9 Writing larger tests

 

This chapter covers

  • Deciding when to write a larger test
  • Engineering reliable integration and system tests

Most of the code we tested in previous chapters could be tested via unit tests. When that was not possible because, say, the class depended on something else, we used stubs and mocks to replace the dependency, and we still wrote a unit test. As I said when we discussed the testing pyramid in chapter 1, I favor unit tests as much as possible when testing business rules.

But not everything in our systems can (or should) be tested via unit tests. Writing unit tests for some pieces of code is a waste of time. Forcing yourself to write unit tests for them would result in test suites that are not good enough to find bugs, are hard to write, or are flaky and break when you make small changes in the code.

This chapter discusses how to identify which parts of the system should be tested with integration or system tests. Then I will illustrate how I write these tests for three common situations: (1) components (or sets of classes) that should be exercised together, because otherwise, the test suite would be too weak; (2) components that communicate with external infrastructure, such as classes that communicate with databases and are full of SQL queries; and (3) the entire system, end to end.

9.1 When to use larger tests

I see two situations where you should use a larger test:

9.1.1 Testing larger components

9.1.2 Testing larger components that go beyond our code base

9.2 Database and SQL testing

9.2.1 What to test in a SQL query

9.2.2 Writing automated tests for SQL queries

9.2.3 Setting up infrastructure for SQL tests

9.2.4 Best practices

9.3 System tests

9.3.1 An introduction to Selenium

9.3.2 Designing page objects

9.3.3 Patterns and best practices

9.4 Final notes on larger tests

9.4.1 How do all the testing techniques fit?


→ **WHAT YOU HAVE TO DO**: Would you please copy only the lines from the line that contains "At what (x,y)" to the end of the data below, exactly, leaving every picture out?
***
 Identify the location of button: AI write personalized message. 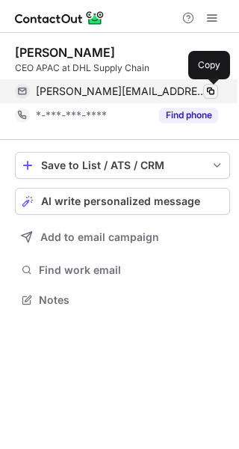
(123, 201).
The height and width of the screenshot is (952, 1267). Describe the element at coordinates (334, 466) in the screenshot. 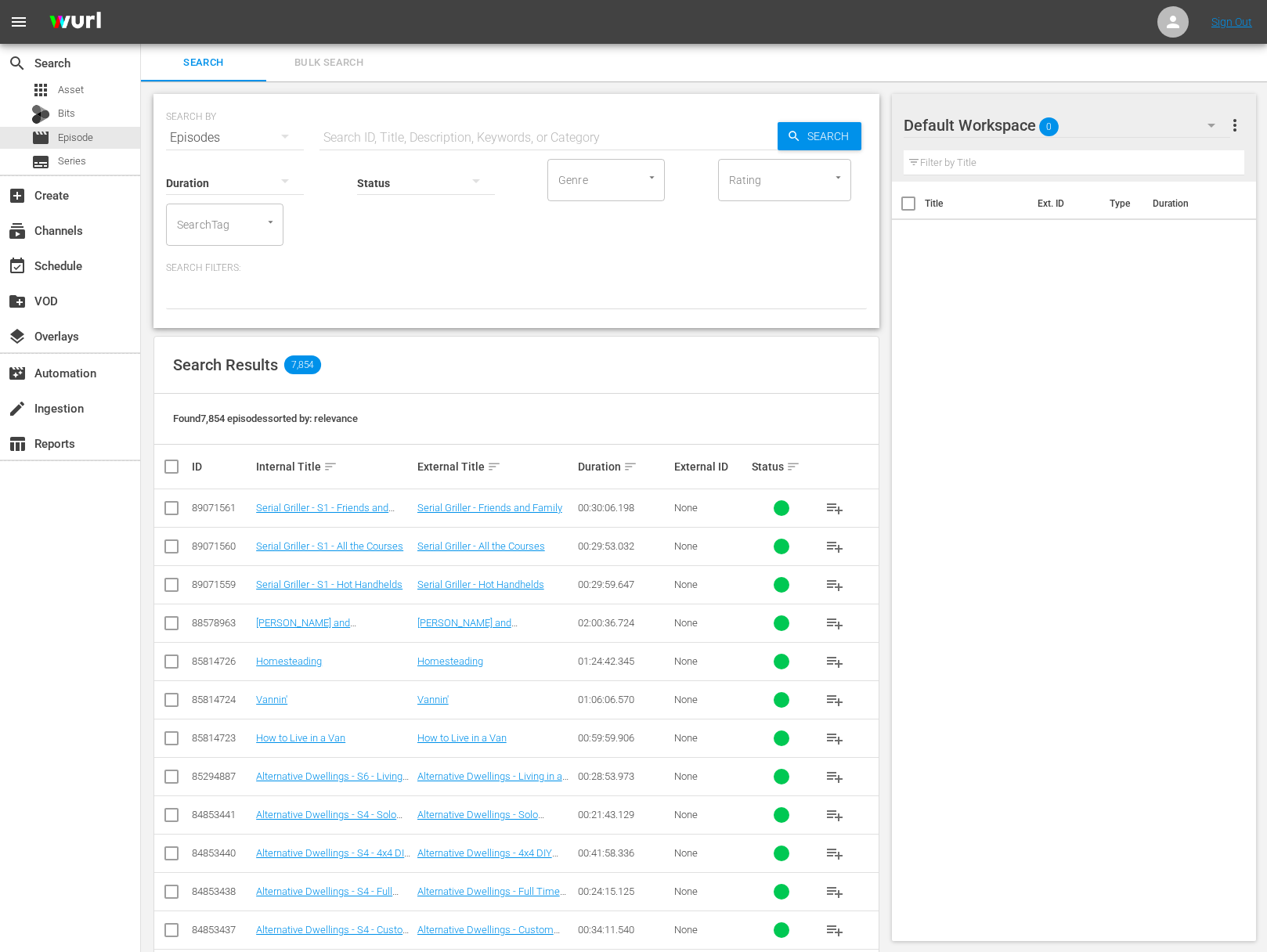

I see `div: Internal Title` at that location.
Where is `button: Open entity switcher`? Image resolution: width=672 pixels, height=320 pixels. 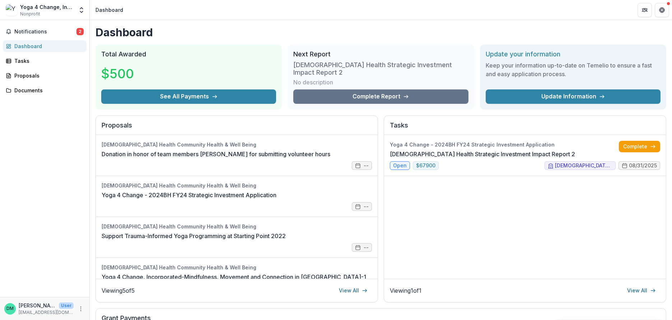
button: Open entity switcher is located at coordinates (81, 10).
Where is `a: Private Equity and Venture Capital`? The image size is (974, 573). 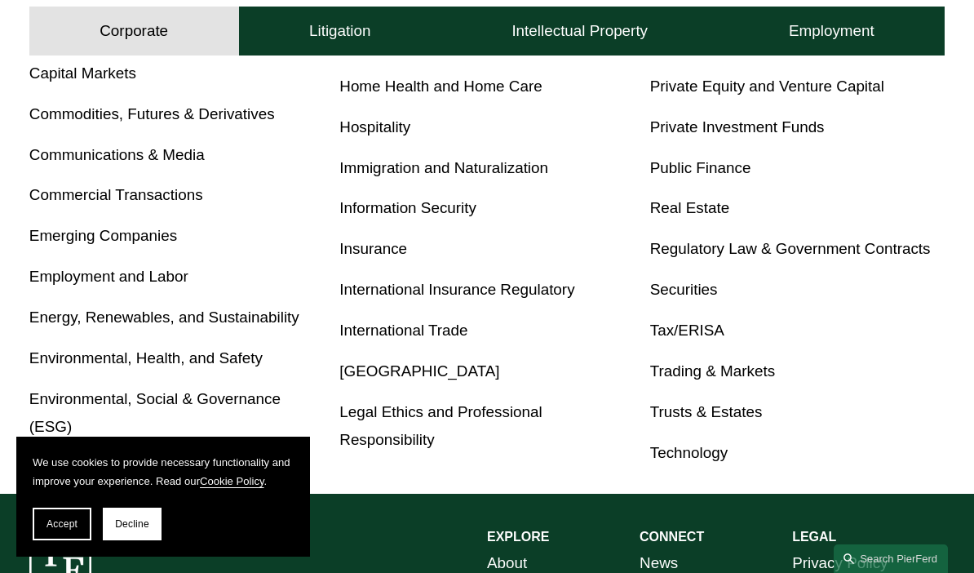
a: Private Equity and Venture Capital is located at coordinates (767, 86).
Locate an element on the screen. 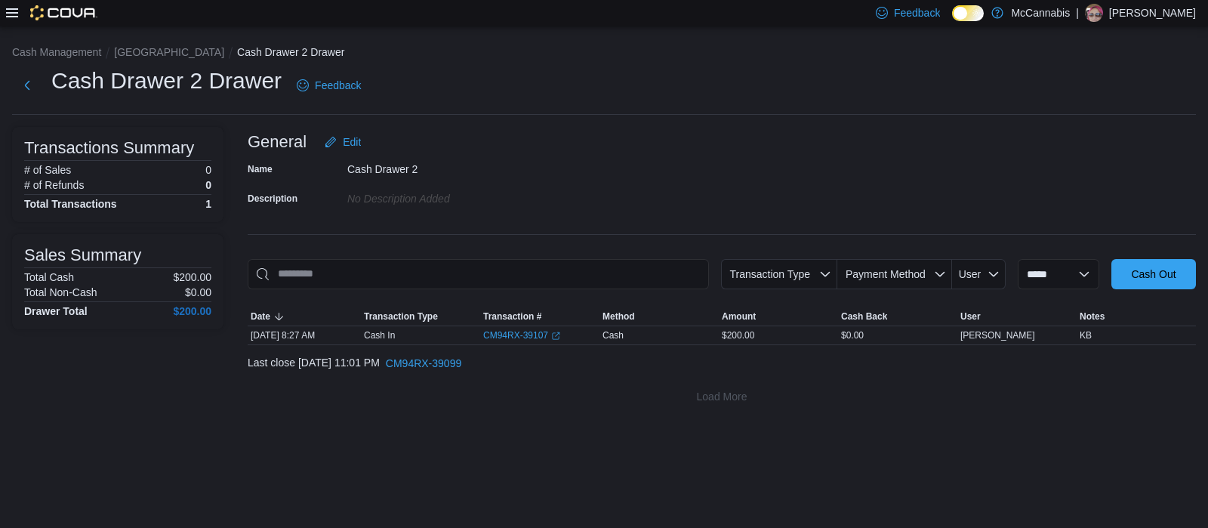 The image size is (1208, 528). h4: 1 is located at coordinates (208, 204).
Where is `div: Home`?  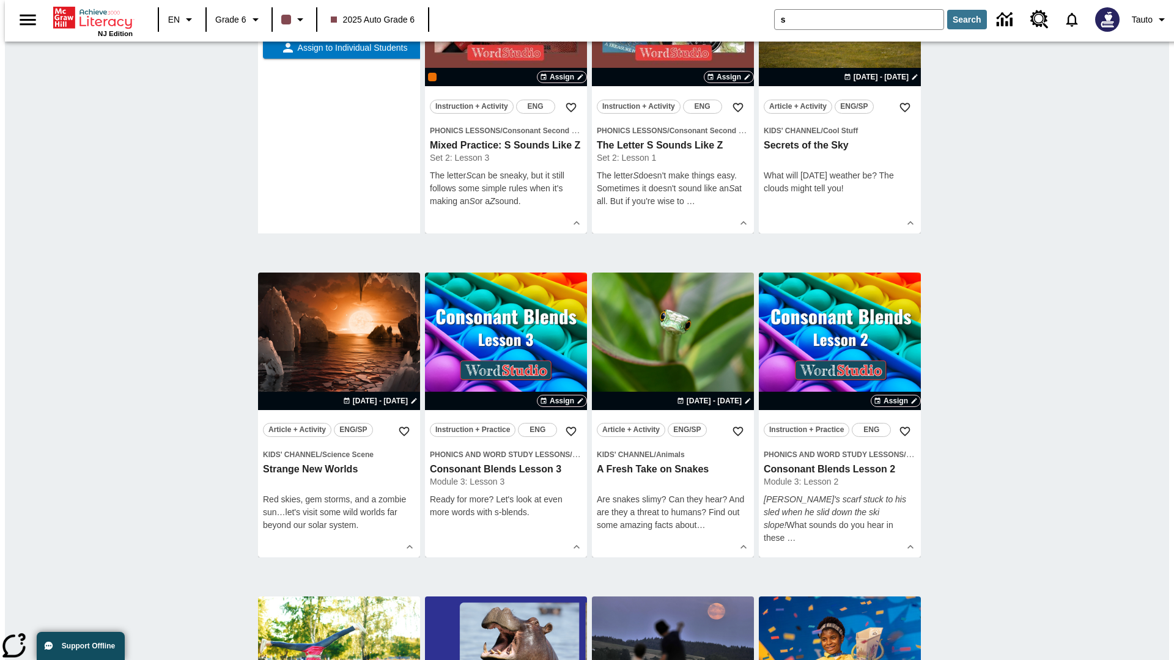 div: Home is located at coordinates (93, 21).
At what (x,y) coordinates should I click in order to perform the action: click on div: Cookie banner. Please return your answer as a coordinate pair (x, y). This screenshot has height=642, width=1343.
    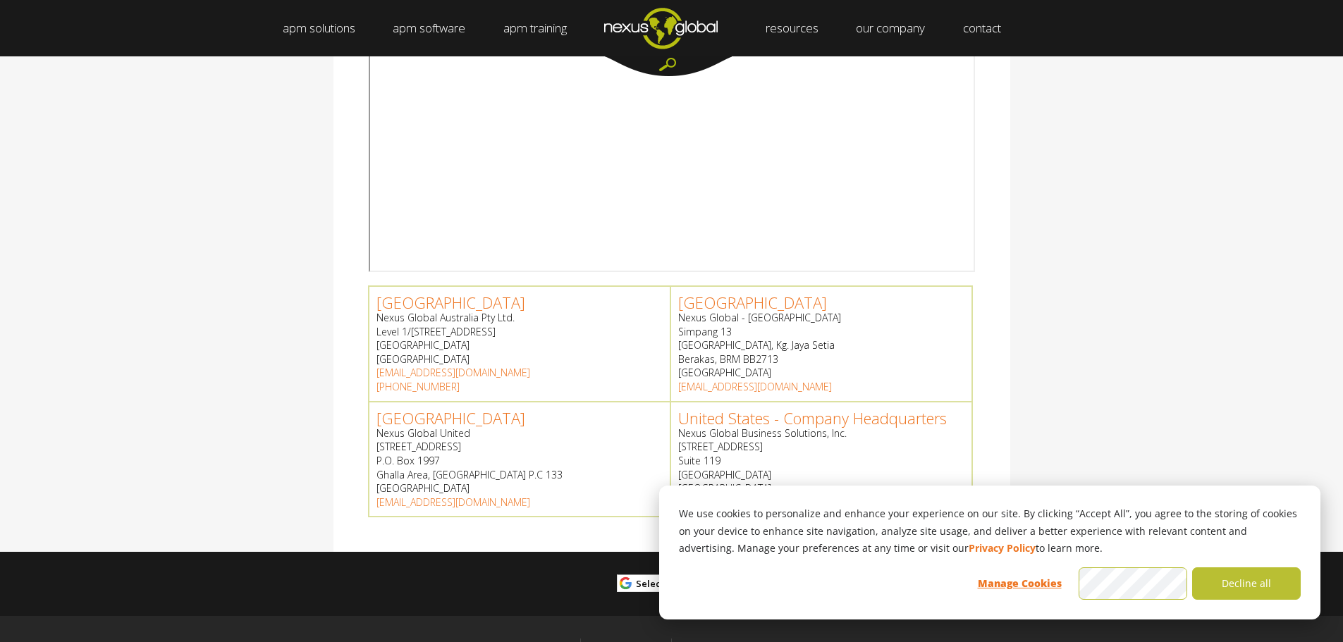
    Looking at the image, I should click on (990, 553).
***
→ **THE COMPLETED TASK**:
At what (x,y) coordinates should I click in order to perform the action: click on div: Cookie banner. Please return your answer as a coordinate pair (x, y). This screenshot has height=642, width=1343.
    Looking at the image, I should click on (990, 553).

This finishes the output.